Yeah, well, I don’t think we’ll have the option of anymore Thaf’ell crew members than we already have, Jace told her.
“Oh! Thammah is at the door! Should we let her in? She’s banging quite loudly and yelling,” Gehenna informed them.
“I bet she is. She watched the whole thing in her ship. Let’s see what she has to say.” Jace released the door lock and Thammah’s voice could be heard then.
“Is this what you were hiding, Khoth? You big idiot?!” Thammah’s voice preceded her into the room.
“She’s mad at you? Wait, of course, she is. You were mean to her. You’ve got to make it up,” Jace told Khoth, even as he winced a little. Khoth had gone through a lot.
She stormed in, put her hands on her hips, and glared at Khoth. “Tell me that you didn’t insult me in order to protect me from your determination to get yourself exiled?! Oh, by the gods, what is that?”
She had just got sight of Gehenna in her new body.
Gehenna brought her fists up to her grinning skull mouth and said, “Oh, dear, this form is really not working out the way I’d hoped!”
“Gehenna?!” Thammah laughed. “Well, look at you! All gussied up, ready for a war.”
“I’m a protector!” Gehenna said, striking a pose that made her look like some kind of demonic presence that those she would protect would flee from along with her enemies.
“That you are. And considering High Councillor Nova Voor losing control of her Xi and Xa…” Thammah shook her head as if she couldn’t quite believe what she had seen. “You Voors feel deeply. You should have been poets, Khoth. Now back to what I was saying!”
“I did what was prudent.” Khoth straightened again and said, “If you were thought to be my friend you would be suspect of harboring anti-Alliance thoughts and--”
“Something must be pretty damned bad for you to consider exiling yourself, Khoth!” she snapped. “Something dishonorable. Something like we just saw. That everybody just saw! I’m surprised the general and your parents aren’t in here, Jace--”
“The Osiris has kept them in a meeting room for now,” Jace said. Dealing with Khoth’s understandable emotional distress had been hard enough. The general’s glee and his parents’ fears would have been too much to handle.
“They’ll all be mad as a nest of hornets,” she said with a slight laugh. “But I understand why you did it.” Her head snapped back to Khoth then. “But what you did made no sense at all! Do you think I would remain in the Alliance after your mother’s actions? Threatening to fire on civilians?”
“It’s actually worse,” Jace murmured, thinking of Nova’s grand plan to make them fall in love.
“What? How?” Thammah cried.
“It doesn’t matter.” Jace would not be telling her about the love plot. “What does is what you want to do now, Thammah.”
“I want to join your damned crew! I’m done with the Alliance,” she said. “I think you’re the best shot we’ve got of ending this war with the Khul. So tell me where to sign up!”
“Well, great, because I want you to be part of the crew,” Jace said. “You and my dad are going to have a blast together.”
“Jack has left the US military?” At first Thammah’s eyebrows were lifted in surprise, but then she shook herself. “Actually that makes total sense. Of course he would be with you.”
“You’ll get to really teach him how to fly,” Jace told her.
“Can’t wait! What about your mom though?” she asked.
“She’s staying on representing humanity, which I think is a good thing. She’s a moderating force on General Intoshkin,” Jace said. Here he had criticized the Osiris for having a personality profile on Khoth, but he definitely had one on the general. “This is going to be hard. Even harder than what we just saw. Khoth, you don’t have to be a part of this--”
“I am the Commander of the Osiris, am I not?” Khoth’s chin was tilted up.
“Of course!”
“You will be dealing with my mother. I know her better than anyone.” Khoth paused, and Jace guessed that he was wondering if that was really true after what they had witnessed her do that day.
But, on the other hand, he was the one to recognize that she was emotionally compromised before anyone else did, Jace thought.
“I wish to be a part of this process. My… former relationship with her will not cause me to perform with anything less than optimally,” Khoth answered with a stiff bow.
“Ah, didn’t we just establish that Thaf’ell, even very superior ones, can have understandable emotional breaks?” Jace asked quietly. “You’ve gone through many of the same things your mother has and a lot more.”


(PROBLEM TO WORK ON) Search the data for "boxes". Each line containing it is to be copied.
□ □ □ □ □
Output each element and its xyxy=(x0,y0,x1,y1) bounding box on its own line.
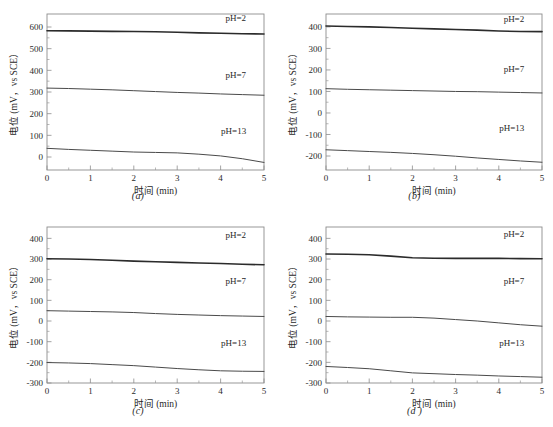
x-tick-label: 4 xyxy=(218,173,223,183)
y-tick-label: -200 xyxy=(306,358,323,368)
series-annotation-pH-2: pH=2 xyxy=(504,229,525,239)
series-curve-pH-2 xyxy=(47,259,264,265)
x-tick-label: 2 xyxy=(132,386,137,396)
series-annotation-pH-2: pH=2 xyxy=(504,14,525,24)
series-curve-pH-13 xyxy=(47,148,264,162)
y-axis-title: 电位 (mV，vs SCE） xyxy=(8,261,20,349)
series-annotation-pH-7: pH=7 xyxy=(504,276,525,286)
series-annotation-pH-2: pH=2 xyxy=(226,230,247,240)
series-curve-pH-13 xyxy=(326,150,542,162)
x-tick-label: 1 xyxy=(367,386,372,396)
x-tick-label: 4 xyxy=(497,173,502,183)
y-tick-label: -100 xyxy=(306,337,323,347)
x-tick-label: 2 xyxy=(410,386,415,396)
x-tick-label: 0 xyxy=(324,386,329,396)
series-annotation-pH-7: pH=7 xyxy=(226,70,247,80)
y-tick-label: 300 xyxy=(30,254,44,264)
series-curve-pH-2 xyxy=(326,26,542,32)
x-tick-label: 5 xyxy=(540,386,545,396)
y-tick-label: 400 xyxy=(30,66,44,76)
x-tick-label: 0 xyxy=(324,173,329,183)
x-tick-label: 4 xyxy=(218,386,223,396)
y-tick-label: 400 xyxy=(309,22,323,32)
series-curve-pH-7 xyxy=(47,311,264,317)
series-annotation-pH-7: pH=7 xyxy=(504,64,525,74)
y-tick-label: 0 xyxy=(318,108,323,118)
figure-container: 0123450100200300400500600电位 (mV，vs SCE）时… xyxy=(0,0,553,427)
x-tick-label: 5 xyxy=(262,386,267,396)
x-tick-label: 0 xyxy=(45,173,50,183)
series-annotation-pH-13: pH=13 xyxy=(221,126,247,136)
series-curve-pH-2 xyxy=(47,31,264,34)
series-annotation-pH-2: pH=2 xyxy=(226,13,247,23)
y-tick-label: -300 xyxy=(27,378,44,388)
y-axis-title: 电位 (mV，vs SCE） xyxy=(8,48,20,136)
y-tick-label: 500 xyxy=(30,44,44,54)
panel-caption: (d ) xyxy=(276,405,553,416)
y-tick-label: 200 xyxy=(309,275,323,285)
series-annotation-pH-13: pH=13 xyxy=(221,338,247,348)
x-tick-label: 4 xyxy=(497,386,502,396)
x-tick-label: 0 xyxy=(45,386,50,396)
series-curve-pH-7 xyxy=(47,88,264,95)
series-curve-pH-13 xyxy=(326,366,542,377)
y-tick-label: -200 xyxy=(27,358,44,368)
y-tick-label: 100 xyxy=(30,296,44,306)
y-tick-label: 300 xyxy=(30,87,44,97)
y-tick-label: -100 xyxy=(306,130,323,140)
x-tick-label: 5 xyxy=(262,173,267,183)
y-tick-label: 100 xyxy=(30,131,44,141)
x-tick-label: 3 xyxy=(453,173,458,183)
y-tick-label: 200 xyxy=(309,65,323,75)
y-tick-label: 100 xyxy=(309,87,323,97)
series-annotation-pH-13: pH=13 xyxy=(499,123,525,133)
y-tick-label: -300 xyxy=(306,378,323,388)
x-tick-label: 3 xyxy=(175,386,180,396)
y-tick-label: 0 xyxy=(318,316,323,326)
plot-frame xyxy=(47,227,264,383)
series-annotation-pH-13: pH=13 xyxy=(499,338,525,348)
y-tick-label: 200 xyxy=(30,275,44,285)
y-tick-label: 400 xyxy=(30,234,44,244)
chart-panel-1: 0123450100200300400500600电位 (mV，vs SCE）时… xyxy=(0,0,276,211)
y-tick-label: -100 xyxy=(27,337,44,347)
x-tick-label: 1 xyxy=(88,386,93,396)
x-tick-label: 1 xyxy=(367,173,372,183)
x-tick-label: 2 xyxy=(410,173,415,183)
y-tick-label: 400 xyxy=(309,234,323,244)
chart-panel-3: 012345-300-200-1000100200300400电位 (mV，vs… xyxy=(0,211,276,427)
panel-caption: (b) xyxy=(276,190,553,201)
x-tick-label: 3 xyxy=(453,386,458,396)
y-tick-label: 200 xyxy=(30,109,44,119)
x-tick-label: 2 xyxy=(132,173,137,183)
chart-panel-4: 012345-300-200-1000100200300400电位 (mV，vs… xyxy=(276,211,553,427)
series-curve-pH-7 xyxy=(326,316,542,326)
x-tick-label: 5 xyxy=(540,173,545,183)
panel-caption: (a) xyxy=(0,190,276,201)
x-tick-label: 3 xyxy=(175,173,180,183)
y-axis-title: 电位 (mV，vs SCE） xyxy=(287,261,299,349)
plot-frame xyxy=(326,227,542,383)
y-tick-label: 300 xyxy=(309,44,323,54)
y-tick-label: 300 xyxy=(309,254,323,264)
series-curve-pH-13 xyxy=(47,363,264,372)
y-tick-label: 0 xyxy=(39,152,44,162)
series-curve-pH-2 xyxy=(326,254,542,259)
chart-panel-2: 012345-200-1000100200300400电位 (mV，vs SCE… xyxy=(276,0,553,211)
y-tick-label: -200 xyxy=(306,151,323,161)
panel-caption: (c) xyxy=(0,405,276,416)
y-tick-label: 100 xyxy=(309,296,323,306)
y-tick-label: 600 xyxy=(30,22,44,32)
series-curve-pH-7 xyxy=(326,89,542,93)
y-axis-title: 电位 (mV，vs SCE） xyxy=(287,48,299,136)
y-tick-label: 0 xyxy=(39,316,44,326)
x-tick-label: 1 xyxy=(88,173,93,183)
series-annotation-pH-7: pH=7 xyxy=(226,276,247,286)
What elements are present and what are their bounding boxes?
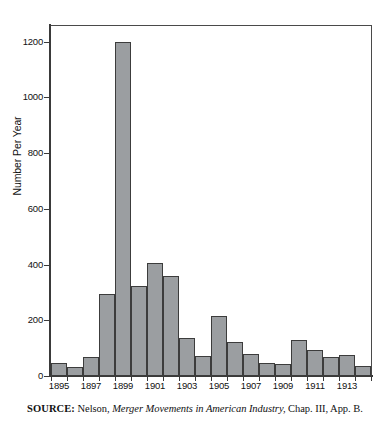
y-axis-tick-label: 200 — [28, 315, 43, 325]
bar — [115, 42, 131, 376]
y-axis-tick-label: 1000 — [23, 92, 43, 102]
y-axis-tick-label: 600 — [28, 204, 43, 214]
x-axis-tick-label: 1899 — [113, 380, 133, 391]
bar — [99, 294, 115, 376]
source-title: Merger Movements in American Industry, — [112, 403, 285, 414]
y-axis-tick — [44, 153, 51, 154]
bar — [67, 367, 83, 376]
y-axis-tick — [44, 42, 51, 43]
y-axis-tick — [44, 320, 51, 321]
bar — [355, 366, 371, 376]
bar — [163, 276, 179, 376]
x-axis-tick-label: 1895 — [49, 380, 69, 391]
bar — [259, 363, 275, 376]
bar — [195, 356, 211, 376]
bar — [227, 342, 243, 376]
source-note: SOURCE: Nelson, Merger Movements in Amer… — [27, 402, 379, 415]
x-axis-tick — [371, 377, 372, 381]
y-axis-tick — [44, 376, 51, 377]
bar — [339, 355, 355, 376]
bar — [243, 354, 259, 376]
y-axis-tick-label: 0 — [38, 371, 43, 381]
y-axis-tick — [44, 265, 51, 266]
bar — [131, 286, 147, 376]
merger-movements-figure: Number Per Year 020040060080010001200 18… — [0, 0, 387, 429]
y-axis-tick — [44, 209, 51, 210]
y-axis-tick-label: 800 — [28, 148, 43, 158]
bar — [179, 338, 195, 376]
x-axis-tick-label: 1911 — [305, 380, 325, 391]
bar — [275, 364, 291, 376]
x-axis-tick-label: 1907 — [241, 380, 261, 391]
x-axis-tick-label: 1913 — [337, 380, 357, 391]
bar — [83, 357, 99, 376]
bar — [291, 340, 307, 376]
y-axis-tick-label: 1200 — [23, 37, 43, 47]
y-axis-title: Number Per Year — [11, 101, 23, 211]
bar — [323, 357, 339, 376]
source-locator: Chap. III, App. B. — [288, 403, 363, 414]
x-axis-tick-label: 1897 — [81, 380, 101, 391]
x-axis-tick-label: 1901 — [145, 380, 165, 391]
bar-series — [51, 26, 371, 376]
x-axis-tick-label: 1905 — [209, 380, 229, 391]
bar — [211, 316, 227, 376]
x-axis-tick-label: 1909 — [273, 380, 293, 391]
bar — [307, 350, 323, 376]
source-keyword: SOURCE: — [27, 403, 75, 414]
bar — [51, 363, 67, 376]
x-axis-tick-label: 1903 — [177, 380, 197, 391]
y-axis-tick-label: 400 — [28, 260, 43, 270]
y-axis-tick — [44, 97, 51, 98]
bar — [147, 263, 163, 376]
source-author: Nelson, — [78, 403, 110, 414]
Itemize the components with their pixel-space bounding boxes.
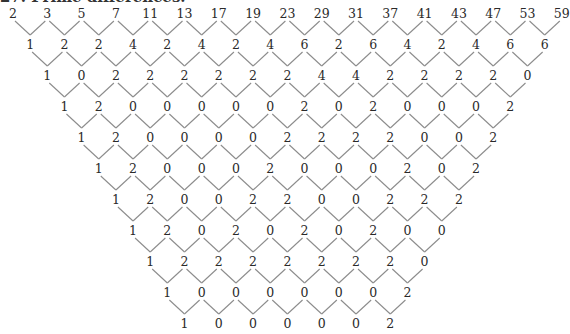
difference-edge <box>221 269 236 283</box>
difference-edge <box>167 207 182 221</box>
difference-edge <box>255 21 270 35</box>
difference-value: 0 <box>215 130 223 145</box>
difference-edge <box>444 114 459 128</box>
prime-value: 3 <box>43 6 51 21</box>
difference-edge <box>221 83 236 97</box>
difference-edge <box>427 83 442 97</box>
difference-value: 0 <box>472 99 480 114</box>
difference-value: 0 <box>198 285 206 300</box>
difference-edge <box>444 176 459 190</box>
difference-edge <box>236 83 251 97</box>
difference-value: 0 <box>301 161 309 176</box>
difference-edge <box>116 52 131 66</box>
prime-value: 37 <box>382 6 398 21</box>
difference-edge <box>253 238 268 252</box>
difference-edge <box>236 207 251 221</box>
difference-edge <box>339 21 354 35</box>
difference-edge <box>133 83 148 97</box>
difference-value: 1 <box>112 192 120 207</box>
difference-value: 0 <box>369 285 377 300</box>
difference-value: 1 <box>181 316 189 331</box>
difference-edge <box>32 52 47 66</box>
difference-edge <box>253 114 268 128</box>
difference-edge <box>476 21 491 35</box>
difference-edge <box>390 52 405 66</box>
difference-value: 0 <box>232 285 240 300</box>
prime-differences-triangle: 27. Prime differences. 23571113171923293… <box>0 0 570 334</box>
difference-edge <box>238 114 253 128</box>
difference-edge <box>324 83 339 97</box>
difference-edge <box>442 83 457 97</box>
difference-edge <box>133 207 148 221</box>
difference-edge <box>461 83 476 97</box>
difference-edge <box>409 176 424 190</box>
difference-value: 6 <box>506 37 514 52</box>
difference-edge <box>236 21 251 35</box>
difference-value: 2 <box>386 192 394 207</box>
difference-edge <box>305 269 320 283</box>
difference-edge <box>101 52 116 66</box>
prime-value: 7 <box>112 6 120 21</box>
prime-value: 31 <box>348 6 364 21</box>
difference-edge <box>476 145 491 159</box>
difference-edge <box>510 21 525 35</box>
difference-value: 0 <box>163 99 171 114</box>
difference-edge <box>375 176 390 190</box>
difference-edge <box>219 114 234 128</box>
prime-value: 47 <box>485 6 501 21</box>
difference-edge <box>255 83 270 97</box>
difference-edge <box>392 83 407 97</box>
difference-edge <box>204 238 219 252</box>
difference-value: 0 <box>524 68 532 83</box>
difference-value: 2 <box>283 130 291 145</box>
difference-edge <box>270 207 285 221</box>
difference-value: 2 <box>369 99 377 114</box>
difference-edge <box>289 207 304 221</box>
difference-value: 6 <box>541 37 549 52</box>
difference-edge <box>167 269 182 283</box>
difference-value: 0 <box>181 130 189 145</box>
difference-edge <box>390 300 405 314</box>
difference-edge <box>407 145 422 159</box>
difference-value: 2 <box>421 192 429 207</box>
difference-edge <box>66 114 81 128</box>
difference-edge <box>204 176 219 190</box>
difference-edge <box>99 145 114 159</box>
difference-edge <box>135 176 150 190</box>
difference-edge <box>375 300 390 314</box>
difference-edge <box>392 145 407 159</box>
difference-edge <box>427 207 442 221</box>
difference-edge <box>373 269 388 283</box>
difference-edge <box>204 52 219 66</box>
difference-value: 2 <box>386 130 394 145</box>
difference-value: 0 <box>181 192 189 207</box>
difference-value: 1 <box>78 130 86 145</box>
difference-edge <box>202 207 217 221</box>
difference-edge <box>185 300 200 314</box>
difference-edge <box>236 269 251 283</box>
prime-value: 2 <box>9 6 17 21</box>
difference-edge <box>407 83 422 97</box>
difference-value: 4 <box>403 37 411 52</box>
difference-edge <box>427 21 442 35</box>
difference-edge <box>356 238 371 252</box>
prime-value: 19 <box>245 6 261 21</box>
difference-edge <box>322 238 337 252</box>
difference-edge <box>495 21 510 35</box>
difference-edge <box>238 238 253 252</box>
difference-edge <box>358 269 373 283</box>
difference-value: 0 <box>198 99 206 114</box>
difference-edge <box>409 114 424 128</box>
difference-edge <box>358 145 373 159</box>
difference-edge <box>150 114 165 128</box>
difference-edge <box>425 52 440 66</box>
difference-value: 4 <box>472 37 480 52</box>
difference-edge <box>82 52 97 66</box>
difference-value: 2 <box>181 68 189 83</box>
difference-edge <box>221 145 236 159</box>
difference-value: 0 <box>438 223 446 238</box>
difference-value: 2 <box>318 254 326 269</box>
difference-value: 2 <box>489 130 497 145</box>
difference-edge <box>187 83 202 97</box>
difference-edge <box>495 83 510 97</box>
□ □ □ □ □
(FINAL ANSWER)
What elements are present and what are their bounding boxes?
Itemize the components with their pixel-space bounding boxes.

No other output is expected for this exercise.